How an effort to popularize classical music undermines what makes orchestras great.

America's Orchestras are in Crisis



The future of the American orchestra may well look like the Church after Vatican II, a contest between “progressives,” who believe, as Rosen suggests, that “the concert is not what it’s really about,” and traditionalists, who search out the rare High Mass of real music or retreat to their home stereos and isolation. The best hope for the latter is still big-city orchestras that must for now cater to an older, more traditional audience, which includes serious listeners. But even that category—serious listeners—is an uncomfortable one for almost all orchestra leaders.

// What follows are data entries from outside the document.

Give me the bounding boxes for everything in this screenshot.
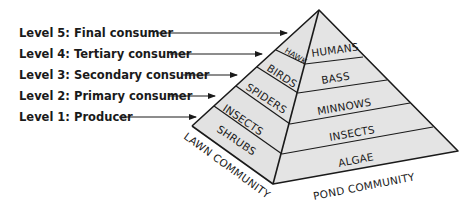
energy-pyramid-diagram: Level 5: Final consumer Level 4: Tertiar… xyxy=(0,0,473,214)
level-labels: Level 5: Final consumer Level 4: Tertiar… xyxy=(19,26,210,124)
level-1-label: Level 1: Producer xyxy=(19,110,133,124)
level-2-label: Level 2: Primary consumer xyxy=(19,89,193,103)
pond-community-label: POND COMMUNITY xyxy=(312,170,416,202)
level-4-label: Level 4: Tertiary consumer xyxy=(19,47,192,61)
level-3-label: Level 3: Secondary consumer xyxy=(19,68,210,82)
pyramid xyxy=(192,10,458,184)
level-5-label: Level 5: Final consumer xyxy=(19,26,173,40)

In late June, the Nashville Symphony Orchestra came within days of foreclosure on its concert hall, an imposing neoclassical structure that opened in 2006. Designed by a national architecture firm that specializes in faux-historical buildings, and costing $123.5 million, the Schermerhorn Symphony Center, with its massive columns and impressive portico, was meant to give one of this country’s finest regional orchestras cultural and civic gravitas.1 But in March, leaders of the institution decided that they could no longer afford the interest rates on a letter of credit, and effectively threatened to default on their mortgage. A confidential agreement, brokered by wealthy symphony supporters, saved the orchestra from homelessness, but the situation remains bleak. In recent years, the Nashville Symphony has been running deficits of $10 to $20 million a year, and a contract with the musicians is about to expire. If recent history is any guide, negotiations will be complex and rancorous.

It has been a dark few years for this country’s orchestras. In the past season, a bitter strike in San Francisco and a lockout in Minneapolis led to cascading cancellations, including of the San Francisco Symphony’s East Coast tour. Since the economic crisis of 2008, bankruptcies have afflicted orchestras around the country, leading to the closure of the Honolulu, Syracuse, and Albuquerque symphonies, and in April 2011 came the stunning news that one of the country’s “Big Five,” the Philadelphia Orchestra, had filed for Chapter 11 bankruptcy protection. Some of those groups reorganized, or opened in new forms, and Philadelphia emerged from bankruptcy in July 2012 with a hiring freeze, ten fewer players, and a 15 percent pay cut for the remaining ones.